Undergraduate Humanities Research Conference, April 26-27, 2024

The Humanities Research Center is pleased to announce its annual Undergraduate Humanities Research Conference, Superdeep, which will be held in person at Duke Kunshan University from April 26-27, 2023. The conference will feature approximately 40 undergraduate research papers and 4 keynote addresses. Students who are selected for the conference will also attend an exclusive seminar with one of the keynote speakers.

Current undergraduate students in mainland China, Hong Kong, Macau and Taiwan are invited to submit abstracts. Those selected will receive round trip transport to Kunshan, all meals and shared accommodations.

Application

  • Papers must be written in English.
  • Papers must be unpublished research that has not been presented in a previous DKU Undergraduate Humanities Research Conference
  • Papers may be on any topic in an arts, humanities, interpretive social science or related interdisciplinary field. They do not have to address the conference theme.
  • Papers that rely principally on quantitive research methods will not be considered.
  • Papers must be by a single author.
  • Prizes of 1000 RMB will be awarded to the best five papers.

Fill out the application form here or scan the QR code.

Timeline

  • Tuesday, March 19, 8-9pm information session on preparing a submission: Zoom 6952900771
  • Friday, March 22 or before, submit application form with paper title and 300 word abstract.
  • Monday, April 1, acceptance decisions announced
  • Sunday. April 21, final papers (max 10 pages double spaced, excluding notes and bibliography) must be submitted to organizers to be considered for a prize
  • Thursday, April 25, non-DKU students arrive on campus
  • Friday, April 26, and Saturday, April 27 conference takes place on campus
  • Sunday, April 28, non-DKU students return home

Keynote Speakers

Chenshan Tian earned his Ph.D. in Political Science from the University of Hawaii at Manoa, and he has lived, taught and given public lectures in Hawai’i, in North Dakota, and in China. Professor Tian started his teaching career in China at Beijing Foreign Studies University in 2005. In October 2009, Dr. Tian was elected to the post of Director of the International Confucian Association. He is also a core member of the “Roger T. Ames Confucian Master Project” in Shandong Province. As a contemporary Chinese-American academic, Chenshan Tian specializes in comparative Western and Chinese political philosophy.
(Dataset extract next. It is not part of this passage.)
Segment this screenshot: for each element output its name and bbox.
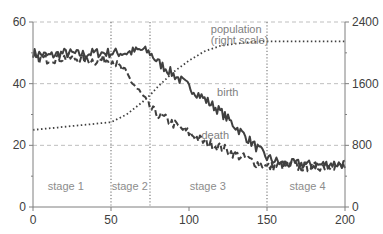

Recently, his research has focused on exploring the differences between Eastern and Western world views, alternative ways of thinking, and different forms of scientific understanding. His book, Chinese Dialectics: From Yijing to Marxism, focuses on explaining the fundamental differences between Chinese and Western Marxism. This work makes the simple but profound observation that much of the history of Western thought, including scientific thought, has essentially been derived from, and limited by the Christian faith in a transcendent “God.” This model can be expanded to involve an ontology of Being and Nonbeing, a teleological order from beginning to end, and a plethora of dualisms, such as a final distinction between the natural world and human culture, time and space,
mind and body, ontology and epistemology, and so on.


Tian advocates an intellectual world derived from the Yijing, which seems much more in tune with the mysteries of organic life, with human behavior, and with the nature of material and energy inherent in quantum mechanics and in the relativity theories of modern physics. At Beijing Foreign Studies University, Dr. Tian teaches courses in “Political Thought and Theory,” “Chinese Government and Politics,” “Comparative Foreign Policy,” “American Politics,” “Modern Chinese Philosophy,” “Media and Politics,” “Comparative Chinese and Western Philosophy,” and “Modern Chinese History.”

Ru YE is an associate professor at Wuhan University. She works on epistemology, more specifically, epistemic permissivism, higher-order evidence, and pragmatic encroachment. She is also interested in formal epistemology and the intersection between ethics and epistemology.  She received her PhD from Cornell University in 2016, and before that, she did undergraduate work at Wuhan University. 

Seth Jaffe is Associate Professor (Research) of the History of Political Thought at Luiss Guido Carli University, Rome (LUISS). His PhD is from the University of Toronto, his MSc from the LSE, and his BA from Bowdoin. He has worked on U.S. foreign policy, been a postdoc at FU Berlin, and is a regular Senior Associate of the American School of Classical Studies at Athens. He has research interests in Greek and Roman political philosophy, the history of international political thought, and how classical frameworks can enrich contemporary debates. His first book, Thucydides on the Outbreak of War, was published in 2017 by Oxford UP, and he is working on a book on Polybius. He recently co-edited (with Guillermo Graíño Ferrer) a double special issue of The Review of Politics on populism in the history of political thought.

Hao TANG is Professor of Philosophy at Tsinghua University. He received his MA and PhD from the University of Pittsburgh after graduating with a BSc in Material Science from Fudan University. He is interested in Wittgenstein, philosophy of language, philosophy of mind, and philosophy of action.